The inexorable, sunbaked working-out of a tragic destiny ... Bizet’s Carmen should set hearts aflutter. David McVicar’s production, revived at Glyndebourne, settles for clutter. Crowds mill and jostle on the shallow acting area of Michael Vale’s fussy sets for the first two acts, the opening illuminated by that weird stagey light never sighted outside a proscenium arch (are they inside or out of doors? Is it day or night?). The chorus’s exit from Lillas Pastia’s Piranesi-tiered tavern is lengthy and contrived, though Act 3’s existential murk, a Beckettian mountain pass, is suitably ominous. This 2002 Glyndebourne vintage has not aged well.
The Curacao-born Tania Kross is the new libertarian gypsy and is distinguished from her fellow factory-workers in Act 1 by the only plum-coloured bodice on stage: a good old-fashioned method of signalling importance. A sensual physique is topped by an Afro wig that conceals her face and makes her seem unnecessarily dumpy. This Carmen is comfortably cuddlesome. Of the wildcat at bay or the caged bird longing to be free there is little sign, though the last act’s confrontation with her lover is touching, much as the killing of a kitten is touching.
The voice is smooth, lyrical and mellow in the lower register but without the snarl or tang the ideal Carmen should muster. For dramatic vocal thrust, honours go to the Don José of Brandon Jovanovich. The American tenor has fine presence, acts passably and has an evenly produced voice that takes in trumpet tones and Gallic plangency. His finely controlled Flower Song provides the performance’s most stylish singing – on the first night he won the evening’s biggest ovation, second only to Kate Royal’s Micaëla. This young British soprano whose career has established her internationally is obviously the recipient of national hopes left unfulfilled by Andy Murray. Wayne Tigges’s Escamillo is vocally lightweight and a dramatic cipher.
The production emerges blandly as a nice sad story about nice people. Glyndebourne audiences can take stronger meat, but McVicar’s productions lately seem to go into safe mode for established institutions . It is not helped by conductor Stéphane Denève’s sometimes perfunctory gallop through the score. The soft-grained orchestral textures and refined playing reflect nothing of the music’s underlying dramatic tug and buoyant theatricality.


Find and copy the lines in the records beneath this task that contain the word "title".

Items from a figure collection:

>>>

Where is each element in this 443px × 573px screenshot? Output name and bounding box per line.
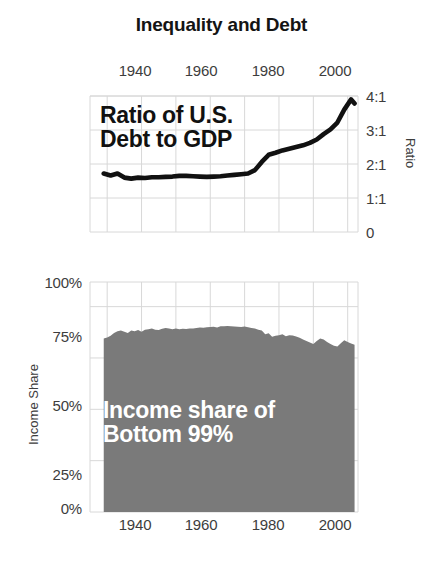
top-xtick-2000: 2000 [310, 62, 360, 79]
bottom-ytick-75: 75% [10, 328, 82, 345]
top-ytick-2to1: 2:1 [366, 156, 406, 173]
debt-to-gdp-panel: 1940 1960 1980 2000 4:1 3:1 2:1 1:1 0 Ra… [0, 0, 443, 250]
income-share-panel: 100% 75% 50% 25% 0% Income Share Income … [0, 250, 443, 573]
bottom-xtick-1980: 1980 [243, 516, 293, 533]
top-ytick-3to1: 3:1 [366, 122, 406, 139]
bottom-ytick-25: 25% [10, 466, 82, 483]
top-ytick-4to1: 4:1 [366, 88, 406, 105]
bottom-yaxis-title: Income Share [26, 364, 41, 445]
top-yaxis-title: Ratio [403, 138, 418, 168]
top-ytick-0: 0 [366, 224, 406, 241]
bottom-ytick-0: 0% [10, 500, 82, 517]
bottom-xtick-1940: 1940 [110, 516, 160, 533]
bottom-xtick-2000: 2000 [310, 516, 360, 533]
bottom-xtick-1960: 1960 [176, 516, 226, 533]
top-xtick-1960: 1960 [176, 62, 226, 79]
top-xtick-1980: 1980 [243, 62, 293, 79]
figure-root: Inequality and Debt 1940 1960 1980 2000 … [0, 0, 443, 573]
bottom-ytick-50: 50% [10, 397, 82, 414]
debt-to-gdp-annotation: Ratio of U.S. Debt to GDP [100, 103, 233, 152]
bottom-ytick-100: 100% [10, 274, 82, 291]
income-share-annotation: Income share of Bottom 99% [103, 398, 275, 447]
top-xtick-1940: 1940 [110, 62, 160, 79]
top-ytick-1to1: 1:1 [366, 190, 406, 207]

<<<

## [EXERCISE SOLUTION]
bottom-yaxis-title: Income Share [26, 364, 41, 445]
top-yaxis-title: Ratio [403, 138, 418, 168]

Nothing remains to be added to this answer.